1994's MOST BIZARRE SUICIDE

  At the 1994 annual awards dinner given by the American Association
  for Forensic Science, AAFS president Don Harper Mills astounded
  his audience in San Diego with the legal complications of a
  bizarre death.  Here is the story:

  On 23 March 1994, the medical examiner viewed the body of Ronald
  Opus and concluded that he died from a shotgun wound to the head.
  The decedent had jumped from the top of a ten-story building
  intending to commit suicide (he left a note indicating his
  despondency).  As he fell past the ninth floor, his life was
  interrupted by a shotgun blast through a window, which killed him
  instantly.  Neither the shooter nor the decedent was aware that a
  safety net had been erected at the eighth floor level to protect
  some window washers and that Opus would not have been able to
  complete his suicide anyway because of this.

  Ordinarily, Dr. Mills continued, a person who sets out to commit
  suicide ultimately succeeds, even though the mechanism might not
  be what he intended.  That Opus was shot on the way to certain
  death nine stories below probably would not have changed his mode
  of death from suicide to homicide.  But the fact that his suicidal
  intent would not have been successful caused the medical examiner
  to feel that he had a homicide on his hands.  The room on the
  ninth floor whence the shotgun blast emanated was occupied by and
  elderly man and his wife.  They were arguing and he was
  threatening her with the shotgun.  He was so upset that, when he
  pulled the trigger, he completely missed his wife and pellets went
  through the window striking Opus.  When one intends to kill
  subject A but kills subject B in the attempt, one is guilty of the
  murder of subject B.

  When confronted with this charge, the old man and his wife were
  both adamant that neither knew that the shotgun was loaded.  The
  old man said it was his long standing habit to threaten his wife
  with the unloaded shotgun.  He had no intention to murder her -
  therefore, the killing of Opus appeared to be an accident.  That
  is, the gun had been accidentally loaded.

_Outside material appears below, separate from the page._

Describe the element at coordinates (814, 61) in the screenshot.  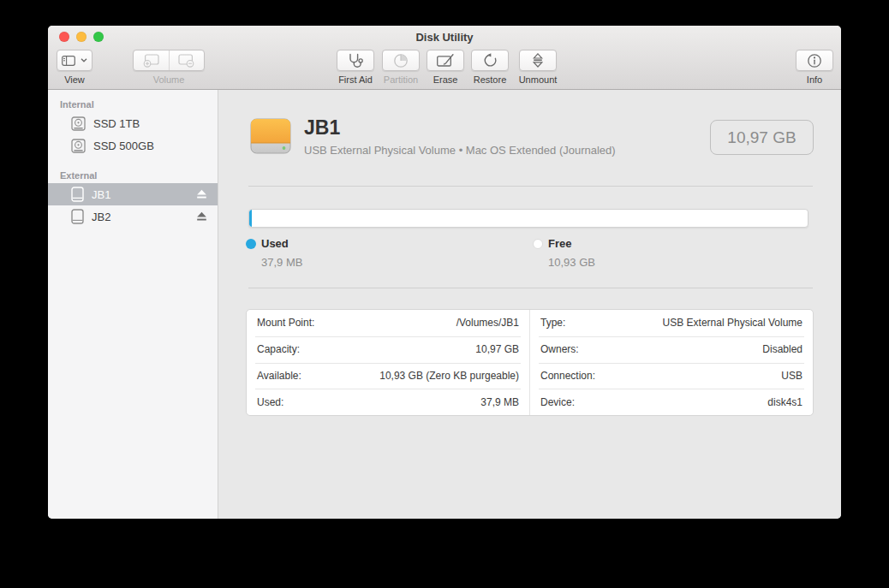
I see `info-icon` at that location.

  The continuing investigation turned up a witness who saw the old
  couple's son loading the shotgun approximately six weeks prior to
  the fatal incident.  It transpired that the old lady had cut off
  her son's financial support and the son, knowing the propensity of
  his father to use the shotgun threateningly, loaded the gun with
  the expectation that his father would shoot his mother.  The case
  now becomes one of murder on the part of the son for the death of
  Ronald Opus.

  There was an exquisite twist.  Further investigation revealed that
  the son, one Ronald Opus, had become increasingly despondent over
  the failure of his attempt to engineer his mother's murder.  This
  led him to jump off the ten- story building on March 23, only to
  be killed by a shotgun blast through a ninth story window.

  The medical examiner closed the case as a suicide.